Seattle University professor Bob Hughes says he and a female colleague endured racial slurs at a local Starbucks. Courtesy Seattle University

Seattle University professor Bob Hughes says he and a female colleague endured racial slurs at a local Starbucks. Courtesy Seattle University

Bob Hughes, an associate professor at Seattle University, met up with his former colleague at a Starbucks in the Capitol Hill neighborhood. The two hadn’t seen each other in a while and were about 30 minutes into catching up over coffee when Hughes noticed that his hand was wet.

The associate dean explains what happened next in an essay published on kuow.org this week.

“But then, I heard someone behind me say something that sounded like, ‘f***ing n****r b*tch’.”

Not sure if his ears were deceiving him, he turned to see a young, white male seated directly behind him.

“That’s right, f***ing n****r b*tch”, the man repeated, before exiting the coffee shop.

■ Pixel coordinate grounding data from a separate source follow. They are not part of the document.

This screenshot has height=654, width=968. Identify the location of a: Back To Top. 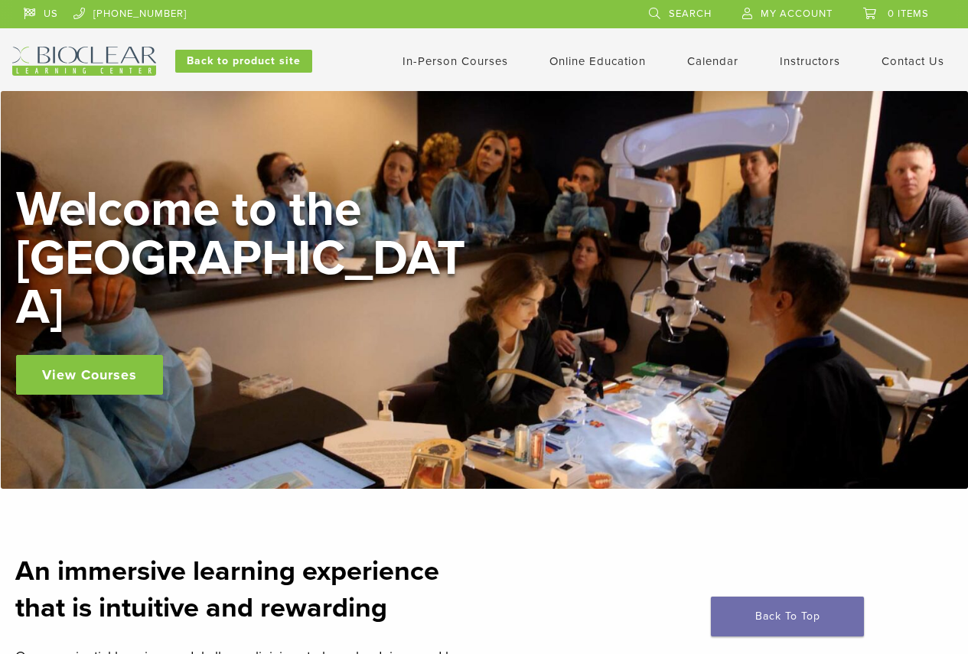
(788, 617).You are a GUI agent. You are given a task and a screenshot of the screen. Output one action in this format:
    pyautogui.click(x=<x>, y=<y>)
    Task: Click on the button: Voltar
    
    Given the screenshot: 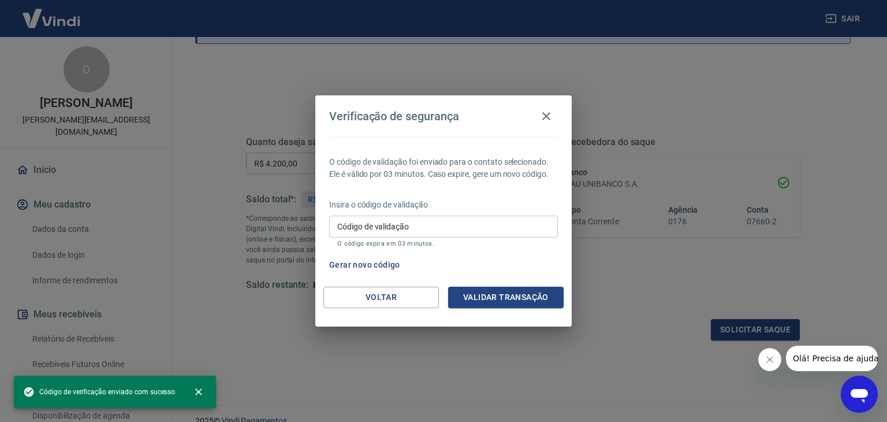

“I turned to my colleague and asked if she knew the young man. She had never seen him. He went outside and stood at the window yelling more comments that we could not hear and finally walked away down the street.”

Hughes notes it wasn’t until then that he realized he’d felt the man’s saliva on his hand earlier.

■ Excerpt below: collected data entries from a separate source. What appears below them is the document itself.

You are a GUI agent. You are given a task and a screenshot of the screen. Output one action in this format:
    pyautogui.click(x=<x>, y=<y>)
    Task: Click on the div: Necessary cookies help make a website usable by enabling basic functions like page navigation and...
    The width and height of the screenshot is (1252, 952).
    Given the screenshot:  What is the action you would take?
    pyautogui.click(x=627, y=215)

“He had spit at my colleague, as it turned out, twice.”

As disturbing as the brazen act of misogynistic racism was, Hughes was most affected by the total lack of concern shown by other patrons.

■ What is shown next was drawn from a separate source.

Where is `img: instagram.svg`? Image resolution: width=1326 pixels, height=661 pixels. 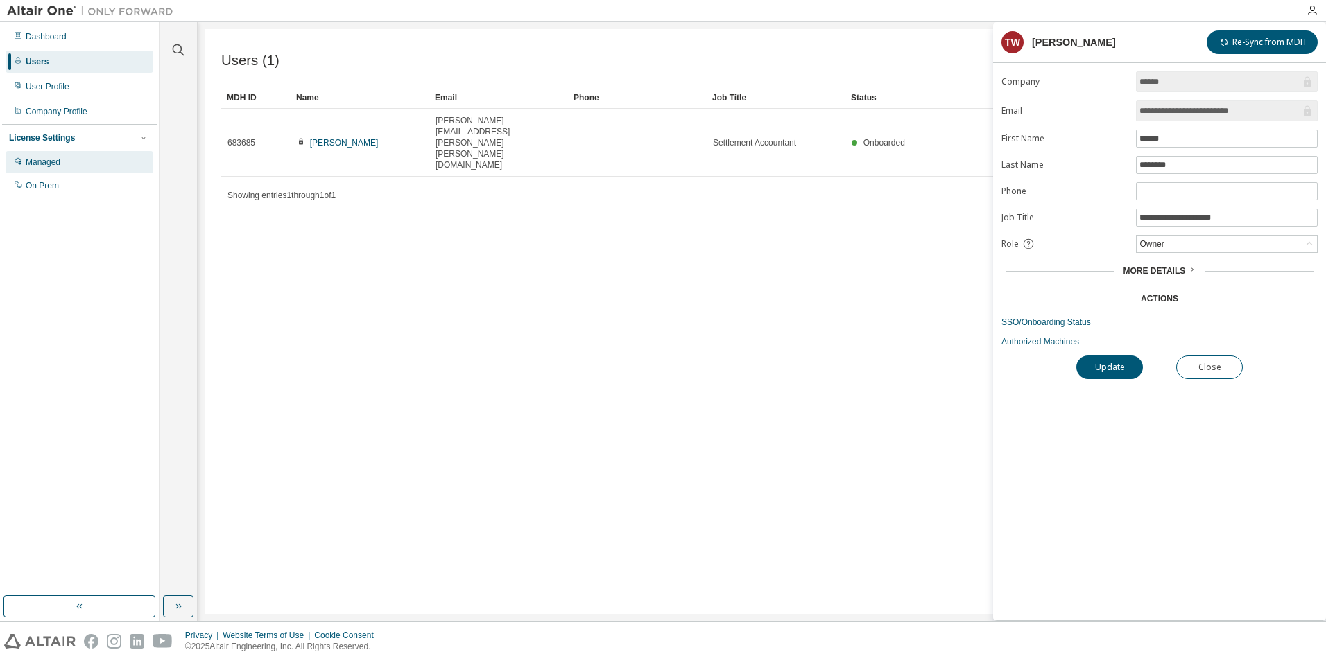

Aside from the store manager, who aided the academic professionals in filing the police report, and one apologetic bystander, “[e]veryone else at the café sat silently or went on with their business. In a truly post-racial world, that would not be how things work,” Hughes wrote.

“In a post-racial world, that kind of violation would mobilize every person in that space to actively resist an assault on two people – an assault that happened because of our race and because of the gender of my colleague.

In a post-racial world, there’s no silence.”

The verbal attack served as a reminder that no amount of degrees or fancy business attire can hide the color of an African American’s skin. Nothing could have saved them from the man’s ire.

“He saw two black people and, in his twisted sense of the rules of life, our socio-economic status, educational accomplishments or our age required no respect or deference. In fact, he seemed only to see a woman of color whom he could brazenly assault in an open space with others watching.”

Hughes theorized that the Starbucks crowd’s implied consent would only embolden the perpetrator.

“My guess is that the next time, this young man will be more violent and his next incident will be more brash. Unstopped, antisocial behavior like this escalates. And he lives in a world right now where he felt safe taking these actions.”

Hughes’ essay is a slightly updated version of a blog posted to his personal website on May 2.

Capitol Hill Times reports the professor and his coffee companion filed a report with the Seattle Police Department on the day of the incident.

The four responding officers were provided with Starbucks’ surveillance video to help with investigations.

“It’s my understanding that they’re investigating it as a hate crime, because frankly that’s what it was,” Hughes said.